In “Best Dressed,” what makes someone undeniable beyond the garment?
M.L.: The garment matters, but fabric alone never made a legend. Presence does. How you enter. How you hold the floor. In ballroom, you wear the clothes. If they’re wearing you, we see it. When your presence says, “I am that,” that’s culture.
Ballroom shaped what the world calls cool. Where is it credited, and where is it erased?
M.L.: Ballroom shaped fashion, language, and attitude. The influence is clear. The credit isn’t. “Clock that,” “read,” “chop,” “category is” all came from Black queer ballroom spaces and are now used without context. Some of it is ignorance. Much of it is extraction.

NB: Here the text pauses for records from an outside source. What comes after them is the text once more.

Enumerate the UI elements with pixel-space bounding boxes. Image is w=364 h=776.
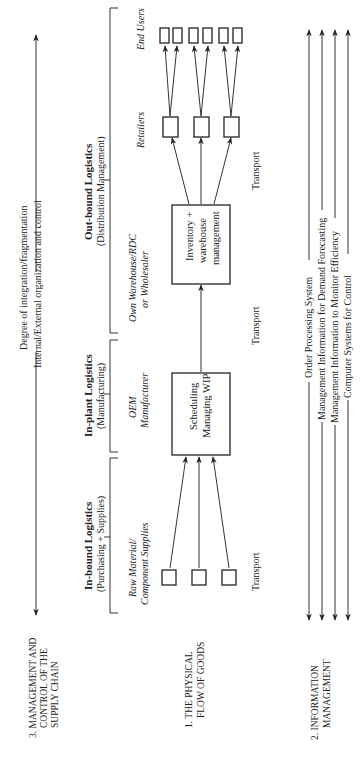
- retailer-box: [224, 117, 239, 137]
- retailer-box: [194, 117, 209, 137]
- stage-inplant-title: In-plant Logistics: [82, 353, 94, 437]
- svg-text:or Wholesaler: or Wholesaler: [139, 251, 150, 308]
- inplant-bracket: [110, 340, 118, 452]
- actor-warehouse: Own Warehouse/RDC: [127, 234, 138, 322]
- transport-label: Transport: [250, 306, 261, 345]
- actor-oem: OEM: [127, 396, 138, 418]
- supply-arrow: [170, 457, 186, 568]
- supply-chain-diagram: Degree of integration/fragmentation Inte…: [0, 0, 364, 776]
- supplier-box: [222, 570, 236, 585]
- svg-text:Scheduling: Scheduling: [188, 382, 199, 430]
- information-section-title: 2. INFORMATION MANAGEMENT: [310, 659, 332, 740]
- axis-label-integration: Degree of integration/fragmentation: [18, 206, 29, 350]
- supplier-box: [162, 570, 176, 585]
- management-section-title: 3. MANAGEMENT AND CONTROL OF THE SUPPLY …: [28, 637, 60, 738]
- svg-text:Component Supplies: Component Supplies: [139, 522, 150, 605]
- label-end-users: End Users: [135, 8, 146, 51]
- actor-raw-material: Raw Material/: [127, 538, 138, 598]
- inbound-bracket: [110, 458, 118, 613]
- stage-inplant-sub: (Manufacturing): [95, 363, 107, 429]
- svg-text:management: management: [210, 211, 221, 265]
- info-order-processing: Order Processing System: [303, 277, 314, 378]
- end-user-box: [173, 28, 182, 43]
- svg-text:Inventory +: Inventory +: [184, 212, 195, 261]
- end-user-box: [219, 28, 228, 43]
- distribution-arrow: [214, 138, 231, 204]
- supply-arrow: [213, 457, 229, 568]
- info-demand-forecasting: Management Information for Demand Foreca…: [316, 218, 327, 420]
- svg-text:1. THE PHYSICAL: 1. THE PHYSICAL: [184, 651, 194, 728]
- svg-text:FLOW OF GOODS: FLOW OF GOODS: [196, 642, 206, 718]
- distribution-arrow: [172, 138, 189, 204]
- end-user-box: [160, 28, 169, 43]
- svg-text:2. INFORMATION: 2. INFORMATION: [310, 665, 320, 740]
- physical-flow-title: 1. THE PHYSICAL FLOW OF GOODS: [184, 642, 206, 728]
- label-retailers: Retailers: [135, 112, 146, 149]
- svg-text:3. MANAGEMENT AND: 3. MANAGEMENT AND: [28, 637, 38, 738]
- stage-outbound-sub: (Distribution Management): [95, 136, 107, 246]
- end-user-box: [203, 28, 212, 43]
- info-monitor-efficiency: Management Information to Monitor Effici…: [329, 231, 340, 423]
- transport-label: Transport: [250, 151, 261, 190]
- stage-inbound-title: In-bound Logistics: [82, 501, 94, 590]
- outbound-bracket: [110, 8, 118, 333]
- retailer-box: [163, 117, 178, 137]
- end-user-box: [189, 28, 198, 43]
- svg-text:CONTROL OF THE: CONTROL OF THE: [39, 648, 49, 728]
- supplier-box: [192, 570, 206, 585]
- svg-text:MANAGEMENT: MANAGEMENT: [322, 659, 332, 728]
- svg-text:warehouse: warehouse: [197, 218, 208, 263]
- end-user-box: [233, 28, 242, 43]
- svg-text:Manufacturer: Manufacturer: [139, 373, 150, 429]
- stage-inbound-sub: (Purchasing + Supplies): [95, 496, 107, 592]
- stage-outbound-title: Out-bound Logistics: [82, 143, 94, 240]
- transport-label: Transport: [250, 552, 261, 591]
- svg-text:Managing WIP: Managing WIP: [201, 374, 212, 438]
- svg-text:SUPPLY CHAIN: SUPPLY CHAIN: [50, 661, 60, 728]
- info-control-systems: Computer Systems for Control: [342, 275, 353, 398]
- axis-label-organization: Internal/External organization and contr…: [32, 200, 43, 368]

Y.W.: What gets erased is the source. Brands borrow the codes but don’t hire the creators. Watching ballroom isn’t living it. If you reference it, know its history and who built it. Ballroom was created for survival, not aesthetics. Protection means hiring the community, correcting mistakes, and giving credit.

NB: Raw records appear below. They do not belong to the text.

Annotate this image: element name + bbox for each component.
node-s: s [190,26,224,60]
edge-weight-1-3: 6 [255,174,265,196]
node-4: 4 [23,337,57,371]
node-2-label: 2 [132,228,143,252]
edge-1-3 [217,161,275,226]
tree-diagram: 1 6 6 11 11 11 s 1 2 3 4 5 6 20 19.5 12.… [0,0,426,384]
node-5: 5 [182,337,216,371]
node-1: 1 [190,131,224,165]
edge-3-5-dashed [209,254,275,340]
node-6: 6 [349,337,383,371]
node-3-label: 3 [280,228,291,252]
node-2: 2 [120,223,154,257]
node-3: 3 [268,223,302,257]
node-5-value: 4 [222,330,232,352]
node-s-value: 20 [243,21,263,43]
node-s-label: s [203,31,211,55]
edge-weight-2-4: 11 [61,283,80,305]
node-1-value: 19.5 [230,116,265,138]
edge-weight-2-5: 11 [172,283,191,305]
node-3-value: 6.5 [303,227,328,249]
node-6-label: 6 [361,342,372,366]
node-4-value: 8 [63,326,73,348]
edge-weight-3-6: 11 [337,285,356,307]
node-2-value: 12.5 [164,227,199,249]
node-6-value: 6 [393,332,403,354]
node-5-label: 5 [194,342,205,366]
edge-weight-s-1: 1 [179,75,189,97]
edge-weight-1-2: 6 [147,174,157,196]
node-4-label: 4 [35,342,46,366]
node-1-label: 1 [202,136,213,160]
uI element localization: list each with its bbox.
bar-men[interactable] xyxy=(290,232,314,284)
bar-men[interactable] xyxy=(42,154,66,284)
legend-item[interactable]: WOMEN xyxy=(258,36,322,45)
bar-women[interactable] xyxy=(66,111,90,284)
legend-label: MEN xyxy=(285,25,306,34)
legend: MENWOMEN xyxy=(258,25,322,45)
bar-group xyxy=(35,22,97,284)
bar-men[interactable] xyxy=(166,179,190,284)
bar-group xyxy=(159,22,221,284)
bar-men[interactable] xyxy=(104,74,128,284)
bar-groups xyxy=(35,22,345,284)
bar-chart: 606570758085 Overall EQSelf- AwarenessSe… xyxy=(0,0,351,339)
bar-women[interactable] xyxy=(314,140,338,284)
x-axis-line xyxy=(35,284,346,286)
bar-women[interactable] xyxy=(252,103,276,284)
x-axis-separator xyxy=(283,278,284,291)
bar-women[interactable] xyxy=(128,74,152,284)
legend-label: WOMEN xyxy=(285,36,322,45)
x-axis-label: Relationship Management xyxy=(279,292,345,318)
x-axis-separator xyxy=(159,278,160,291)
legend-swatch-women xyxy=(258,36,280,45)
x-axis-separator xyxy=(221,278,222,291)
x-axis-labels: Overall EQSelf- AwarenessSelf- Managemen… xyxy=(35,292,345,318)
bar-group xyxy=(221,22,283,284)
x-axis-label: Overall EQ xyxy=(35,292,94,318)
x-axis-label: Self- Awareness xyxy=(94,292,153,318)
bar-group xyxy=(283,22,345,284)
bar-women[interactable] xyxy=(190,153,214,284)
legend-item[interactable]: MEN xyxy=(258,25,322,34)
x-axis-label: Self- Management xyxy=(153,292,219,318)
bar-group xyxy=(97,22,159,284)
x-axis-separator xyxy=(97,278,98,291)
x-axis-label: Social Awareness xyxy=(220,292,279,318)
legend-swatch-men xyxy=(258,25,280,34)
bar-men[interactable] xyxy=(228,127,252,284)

How has ballroom generated global power?
Y.W.: Ballroom is often celebrated globally before it’s fully honored at home. Still, the influence speaks for itself. Many fashion leaders come from the community, even when that lineage isn’t always named. The culture continues to evolve and expand, with or without institutional validation.
As a House Mother, how do you pass down legacy through style beyond the floor?
M.L.: I teach my house to live how they prepare for a ball. Be intentional. Be prepared. Tailor your spirit like your look. Confidence with humility. Your walk doesn’t end on the runway. It follows you into every room. Legacy isn’t performance. It’s integrity in motion.